Sunday, May 13, 2018

A Long, Long Time Ago and Essentially True by Brigid Pasulka (audiobook)

genre: historical fiction

In a Poland on the cusp of World War II, two unlikely people will fall in love.  Their courtship, their choices and all the hardship and terror of war will guide the rest of their lives and the lives of those that come after them.  Told in two time periods, we also come to know Beata - a millennial living in the post-Communist New Poland, who has come to Krakow to try and find a direction in life.  Living with her aunt and cousin and working dead-end jobs, Beata knows that there are essential pieces to her grandmother's stories that have been left out but will the answers help her make peace with her past?  Or with the past of her beloved Poland, who in the past half century was literally drawn through the wringer and back out?

Both an engaging and well-woven book of family stories and the power of family ties as well as a love letter to Poland and Krakow, in particular, this book will break your heart and put it back together again.

I loved this.  Loved it.  The narrators were INCREDIBLE.  I loved hearing the correct pronunciation of proper names and places. Yes, it's sometimes a really hard and sad story. But I felt like the author never shoved me down so far that there wasn't a way back out, there is beauty and kindness and sympathy too.  There is determination and an incredible ability to overcome hardship, I loved getting a better sense of the Polish people and how important collective memory is in a country that has been occupied twice, by two different groups of people, in recent memory. I really wish I'd read it before my trip to Poland but the nice thing was that as I read, I had Krakow in my mind, so much was familiar that it's possible part of why I loved this book so much had to do with how much I fell in love with this country when I visited last year.

I liked the switch between the two time periods and how things slowly were tied together between the two.  I loved the differences between village life and city life and how that could change you.  I appreciated how the author allowed her characters to grieve and how they managed to work through it.  Just a really interesting and well-written story.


- _EXERCISE REQUIREMENTS_
All of the records below are to be output exactly; no image belongs in the result.

- _INFORMATION GIVEN_
★ ★ ★ ★ ★
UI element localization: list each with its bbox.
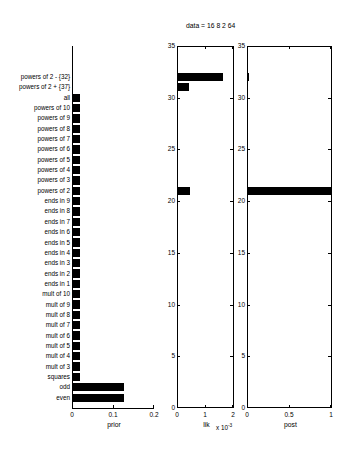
category-label-29: all: [0, 94, 72, 101]
xtick-top-post-1: [289, 46, 290, 49]
category-label-9: mult of 9: [0, 301, 72, 308]
bar-prior-4: [73, 352, 80, 360]
yticklabel-lik-0: 0: [161, 404, 175, 411]
ytick-left-post-2: [247, 305, 250, 306]
ytick-left-post-7: [247, 46, 250, 47]
bar-prior-15: [73, 238, 80, 246]
category-label-26: powers of 8: [0, 125, 72, 132]
figure-canvas: data = 16 8 2 64 00.10.2 prior evenoddsq…: [0, 0, 338, 461]
bar-prior-20: [73, 187, 80, 195]
ytick-left-lik-1: [177, 356, 180, 357]
bar-prior-23: [73, 156, 80, 164]
bar-prior-5: [73, 342, 80, 350]
ytick-right-post-0: [328, 407, 331, 408]
bar-prior-0: [73, 394, 124, 402]
bar-prior-10: [73, 290, 80, 298]
category-label-16: ends in 6: [0, 228, 72, 235]
category-label-7: mult of 7: [0, 321, 72, 328]
xtick-prior-1: [113, 405, 114, 408]
category-label-25: powers of 7: [0, 135, 72, 142]
yticklabel-post-3: 15: [231, 249, 245, 256]
bar-prior-14: [73, 249, 80, 257]
category-label-18: ends in 8: [0, 207, 72, 214]
bar-prior-21: [73, 176, 80, 184]
lik-exponent-label: x 10-3: [216, 422, 232, 431]
xticklabel-lik-1: 1: [193, 411, 217, 418]
lik-plot-box: [177, 46, 234, 408]
yticklabel-lik-4: 20: [161, 197, 175, 204]
ytick-right-post-6: [328, 98, 331, 99]
bar-post-20: [248, 187, 331, 195]
category-label-27: powers of 9: [0, 114, 72, 121]
xticklabel-lik-0: 0: [165, 411, 189, 418]
yticklabel-post-4: 20: [231, 197, 245, 204]
category-label-12: ends in 2: [0, 270, 72, 277]
category-label-23: powers of 5: [0, 156, 72, 163]
xticklabel-post-1: 0.5: [277, 411, 301, 418]
xticklabel-prior-0: 0: [60, 411, 84, 418]
bar-prior-3: [73, 362, 80, 370]
category-label-22: powers of 4: [0, 166, 72, 173]
ytick-left-post-4: [247, 201, 250, 202]
bar-prior-29: [73, 94, 80, 102]
yticklabel-lik-2: 10: [161, 301, 175, 308]
bar-prior-17: [73, 218, 80, 226]
chart-prior: [72, 46, 154, 408]
yticklabel-lik-5: 25: [161, 145, 175, 152]
bar-prior-6: [73, 331, 80, 339]
chart-lik: [177, 46, 234, 408]
yticklabel-lik-6: 30: [161, 94, 175, 101]
yticklabel-lik-7: 35: [161, 42, 175, 49]
category-label-30: powers of 2 + {37}: [0, 83, 72, 90]
category-label-20: powers of 2: [0, 187, 72, 194]
bar-prior-24: [73, 145, 80, 153]
lik-exponent-power: -3: [228, 423, 232, 428]
category-label-19: ends in 9: [0, 197, 72, 204]
category-label-8: mult of 8: [0, 311, 72, 318]
prior-x-axis: [72, 408, 154, 409]
ytick-left-post-3: [247, 253, 250, 254]
ytick-right-post-2: [328, 305, 331, 306]
ytick-right-post-7: [328, 46, 331, 47]
category-label-5: mult of 5: [0, 342, 72, 349]
category-label-24: powers of 6: [0, 145, 72, 152]
ytick-right-post-1: [328, 356, 331, 357]
ytick-left-lik-2: [177, 305, 180, 306]
bar-prior-25: [73, 135, 80, 143]
bar-post-31: [248, 73, 249, 81]
ytick-left-lik-4: [177, 201, 180, 202]
bar-prior-2: [73, 373, 80, 381]
bar-prior-1: [73, 383, 124, 391]
xticklabel-post-2: 1: [319, 411, 338, 418]
bar-prior-18: [73, 207, 80, 215]
bar-lik-30: [178, 83, 189, 91]
ytick-left-lik-3: [177, 253, 180, 254]
category-label-17: ends in 7: [0, 218, 72, 225]
ytick-left-lik-6: [177, 98, 180, 99]
yticklabel-post-1: 5: [231, 352, 245, 359]
category-label-13: ends in 3: [0, 259, 72, 266]
ytick-left-post-6: [247, 98, 250, 99]
ytick-right-post-4: [328, 201, 331, 202]
xticklabel-prior-2: 0.2: [142, 411, 166, 418]
yticklabel-post-7: 35: [231, 42, 245, 49]
yticklabel-post-5: 25: [231, 145, 245, 152]
category-label-10: mult of 10: [0, 290, 72, 297]
bar-prior-11: [73, 280, 80, 288]
bar-prior-27: [73, 114, 80, 122]
category-label-6: mult of 6: [0, 332, 72, 339]
bar-prior-8: [73, 311, 80, 319]
xtick-post-1: [289, 405, 290, 408]
ytick-left-lik-0: [177, 407, 180, 408]
ytick-right-post-5: [328, 149, 331, 150]
post-x-axis-label: post: [248, 421, 333, 429]
bar-prior-19: [73, 197, 80, 205]
category-label-31: powers of 2 - {32}: [0, 73, 72, 80]
xticklabel-post-0: 0: [235, 411, 259, 418]
lik-exponent-mantissa: x 10: [216, 424, 228, 431]
category-label-4: mult of 4: [0, 352, 72, 359]
yticklabel-lik-3: 15: [161, 249, 175, 256]
bar-lik-31: [178, 73, 223, 81]
yticklabel-lik-1: 5: [161, 352, 175, 359]
category-label-0: even: [0, 394, 72, 401]
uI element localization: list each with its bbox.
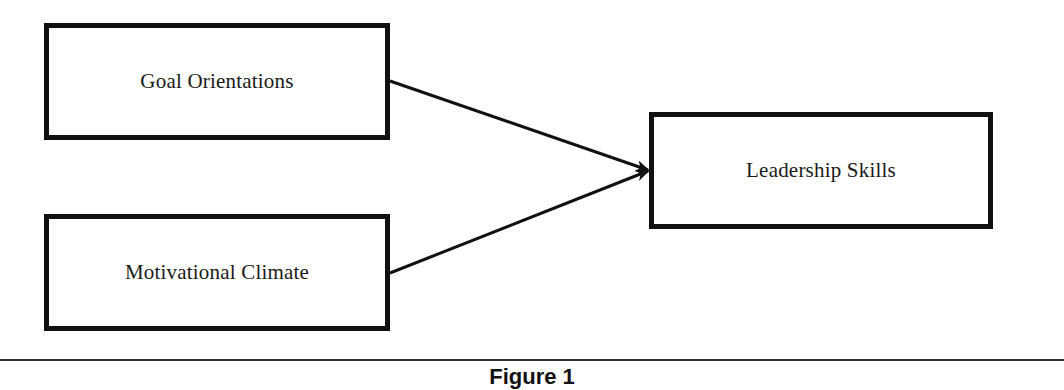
node-label: Leadership Skills <box>746 158 896 183</box>
node-label: Goal Orientations <box>140 69 293 94</box>
arrow-climate-to-leadership <box>390 171 648 273</box>
divider-rule <box>0 359 1064 361</box>
node-goal-orientations: Goal Orientations <box>44 23 390 140</box>
node-motivational-climate: Motivational Climate <box>44 214 390 331</box>
node-leadership-skills: Leadership Skills <box>649 112 993 229</box>
node-label: Motivational Climate <box>125 260 309 285</box>
figure-caption: Figure 1 <box>0 364 1064 390</box>
arrow-goal-to-leadership <box>390 81 648 170</box>
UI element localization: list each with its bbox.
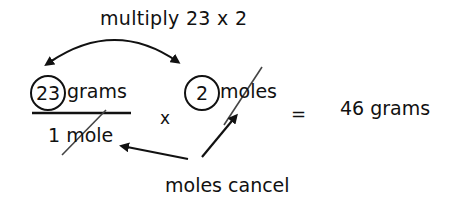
★ ★ ★ ★ ★
- _RESPONSE AREA_
UI element localization: list each with its bbox.
category-label-29: all: [0, 94, 72, 101]
xtick-top-post-1: [289, 46, 290, 49]
category-label-9: mult of 9: [0, 301, 72, 308]
bar-prior-4: [73, 352, 80, 360]
yticklabel-lik-0: 0: [161, 404, 175, 411]
ytick-left-post-2: [247, 305, 250, 306]
ytick-left-post-7: [247, 46, 250, 47]
bar-prior-15: [73, 238, 80, 246]
category-label-26: powers of 8: [0, 125, 72, 132]
figure-canvas: data = 16 8 2 64 00.10.2 prior evenoddsq…: [0, 0, 338, 461]
bar-prior-20: [73, 187, 80, 195]
ytick-left-lik-1: [177, 356, 180, 357]
bar-prior-23: [73, 156, 80, 164]
bar-prior-5: [73, 342, 80, 350]
ytick-right-post-0: [328, 407, 331, 408]
bar-prior-0: [73, 394, 124, 402]
bar-prior-10: [73, 290, 80, 298]
category-label-16: ends in 6: [0, 228, 72, 235]
category-label-7: mult of 7: [0, 321, 72, 328]
xtick-prior-1: [113, 405, 114, 408]
category-label-25: powers of 7: [0, 135, 72, 142]
yticklabel-post-3: 15: [231, 249, 245, 256]
bar-prior-14: [73, 249, 80, 257]
category-label-18: ends in 8: [0, 207, 72, 214]
bar-prior-21: [73, 176, 80, 184]
lik-exponent-label: x 10-3: [216, 422, 232, 431]
xticklabel-lik-1: 1: [193, 411, 217, 418]
lik-plot-box: [177, 46, 234, 408]
yticklabel-lik-4: 20: [161, 197, 175, 204]
ytick-right-post-6: [328, 98, 331, 99]
bar-post-20: [248, 187, 331, 195]
category-label-27: powers of 9: [0, 114, 72, 121]
xticklabel-lik-0: 0: [165, 411, 189, 418]
yticklabel-post-4: 20: [231, 197, 245, 204]
category-label-12: ends in 2: [0, 270, 72, 277]
category-label-23: powers of 5: [0, 156, 72, 163]
xticklabel-post-1: 0.5: [277, 411, 301, 418]
xticklabel-prior-0: 0: [60, 411, 84, 418]
bar-prior-3: [73, 362, 80, 370]
category-label-22: powers of 4: [0, 166, 72, 173]
ytick-left-post-4: [247, 201, 250, 202]
bar-prior-29: [73, 94, 80, 102]
yticklabel-lik-2: 10: [161, 301, 175, 308]
bar-prior-17: [73, 218, 80, 226]
chart-prior: [72, 46, 154, 408]
yticklabel-lik-5: 25: [161, 145, 175, 152]
bar-prior-6: [73, 331, 80, 339]
chart-lik: [177, 46, 234, 408]
yticklabel-lik-6: 30: [161, 94, 175, 101]
yticklabel-lik-7: 35: [161, 42, 175, 49]
category-label-30: powers of 2 + {37}: [0, 83, 72, 90]
category-label-20: powers of 2: [0, 187, 72, 194]
bar-prior-24: [73, 145, 80, 153]
lik-exponent-power: -3: [228, 423, 232, 428]
category-label-19: ends in 9: [0, 197, 72, 204]
category-label-8: mult of 8: [0, 311, 72, 318]
prior-x-axis: [72, 408, 154, 409]
ytick-left-post-3: [247, 253, 250, 254]
ytick-right-post-2: [328, 305, 331, 306]
ytick-right-post-7: [328, 46, 331, 47]
category-label-5: mult of 5: [0, 342, 72, 349]
category-label-24: powers of 6: [0, 145, 72, 152]
ytick-right-post-1: [328, 356, 331, 357]
ytick-left-lik-2: [177, 305, 180, 306]
bar-prior-25: [73, 135, 80, 143]
bar-post-31: [248, 73, 249, 81]
ytick-left-lik-4: [177, 201, 180, 202]
bar-prior-2: [73, 373, 80, 381]
bar-prior-1: [73, 383, 124, 391]
xticklabel-post-2: 1: [319, 411, 338, 418]
bar-prior-18: [73, 207, 80, 215]
bar-lik-30: [178, 83, 189, 91]
ytick-left-lik-3: [177, 253, 180, 254]
category-label-17: ends in 7: [0, 218, 72, 225]
ytick-left-lik-6: [177, 98, 180, 99]
yticklabel-post-1: 5: [231, 352, 245, 359]
category-label-13: ends in 3: [0, 259, 72, 266]
ytick-left-post-6: [247, 98, 250, 99]
ytick-right-post-4: [328, 201, 331, 202]
xticklabel-prior-2: 0.2: [142, 411, 166, 418]
yticklabel-post-7: 35: [231, 42, 245, 49]
yticklabel-post-5: 25: [231, 145, 245, 152]
category-label-10: mult of 10: [0, 290, 72, 297]
bar-prior-11: [73, 280, 80, 288]
bar-prior-27: [73, 114, 80, 122]
category-label-6: mult of 6: [0, 332, 72, 339]
bar-prior-8: [73, 311, 80, 319]
xtick-post-1: [289, 405, 290, 408]
ytick-left-lik-0: [177, 407, 180, 408]
ytick-right-post-5: [328, 149, 331, 150]
post-x-axis-label: post: [248, 421, 333, 429]
bar-prior-19: [73, 197, 80, 205]
category-label-31: powers of 2 - {32}: [0, 73, 72, 80]
xticklabel-post-0: 0: [235, 411, 259, 418]
lik-exponent-mantissa: x 10: [216, 424, 228, 431]
category-label-4: mult of 4: [0, 352, 72, 359]
yticklabel-lik-3: 15: [161, 249, 175, 256]
bar-lik-31: [178, 73, 223, 81]
yticklabel-lik-1: 5: [161, 352, 175, 359]
category-label-0: even: [0, 394, 72, 401]
uI element localization: list each with its bbox.
node-label: Leadership Skills <box>746 158 896 183</box>
node-label: Goal Orientations <box>140 69 293 94</box>
arrow-climate-to-leadership <box>390 171 648 273</box>
divider-rule <box>0 359 1064 361</box>
node-goal-orientations: Goal Orientations <box>44 23 390 140</box>
node-motivational-climate: Motivational Climate <box>44 214 390 331</box>
node-leadership-skills: Leadership Skills <box>649 112 993 229</box>
node-label: Motivational Climate <box>125 260 309 285</box>
figure-caption: Figure 1 <box>0 364 1064 390</box>
arrow-goal-to-leadership <box>390 81 648 170</box>
UI element localization: list each with its bbox.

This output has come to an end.